If you think this approach to running a country does not have the potential for a serious mess then remember dear old George Bush whose neoliberalism created more and more for the rich, less and less for the poor and eventually did all it could to assist with the GFC (read Joseph Stiglitz, The Great Divide if you are not sure this is for real).

And then there is Tony Blair lamenting the terrible lurch (although we didn’t see it) to the left by the Labor Party, apparently shunning business and focusing on the poor. Blair argues the Labour Party needs ambition and compassion – unfortunately ambition always seems to out balance compassion – especially at austerity time. Curioser and curioser is the announcement by David Cameron that in the next five years the Conservatives will stand for compassion and ambition for the working people – as one editorial puts it ‘parking tanks on Labour’s front lawn’.

So where does this leave the ‘social’ sector here in the UK?

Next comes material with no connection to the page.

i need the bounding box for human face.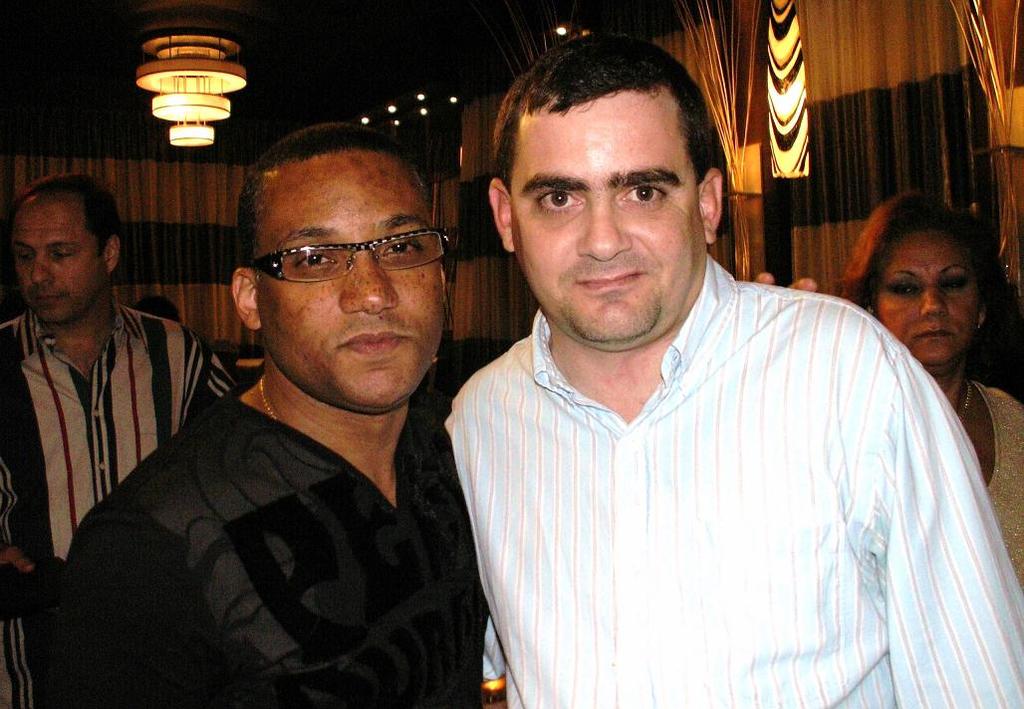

Already there are many individual and peak charities calling for the sector to shape its own future in defiance to the Conservative austerity that will generate more and more poverty and widen the gap between the wealthy and the aspirational, as well as the poor.

Curiously quiet are the social enterprise advocates. They rejoice that all the political parties in the UK including UKIP endorsed ‘social enterprise’ and have announced two free drinks for anyone who can turn up at the appointed London venue next Tuesday!

So here is our guess at what will happen.

There will be those social enterprise advocates – thankfully the minority – who knowingly will continue to co-opt ‘businesses trading for a social purpose’ to roll out the Conservative neoliberal agenda. Mostly located in the intermediaries happily taking big society’s money, they work to reduce government provision of public services – privatisation by stealth.

Then there will be those happy social entrepreneurial enterprise advocates who love the hype and the idea and who never really spend any time critically reflecting on anything much except their new app that will somehow become a social business (what business isn’t ‘social’ one could argue – not many anti-social businesses survive). Unfortunately there may be more non-reflective entrepreneurial types than is healthy for the future of ‘businesses trading for a social purpose’.

And then there are those social enterprise advocates and practitioners that are already deeply committed to justice and equity who will keep working at the coalface of human need generating opportunities for those who suffer the most from a Conservative victory. These practitioners are already aware of the politics of grievance and fear. They see it in the faces of those they work with. They have and will continue to shape their future and the futures of others in defiance to the neoliberal austerity that cements the divide between people with money and those without the opportunity to make enough to live with dignity – including those who work hard and do the right thing.

We agree with the call to shape our own destiny, and not unwittingly have it shaped for us by neoliberal ideologies. We agree that the politics of grievance and fear must be replaced by generosity and hope. We believe the social sector should refocus its energy not on quaint notions of doing ‘good’ but systems change with the intention and effect of justice, empowerment, and equality.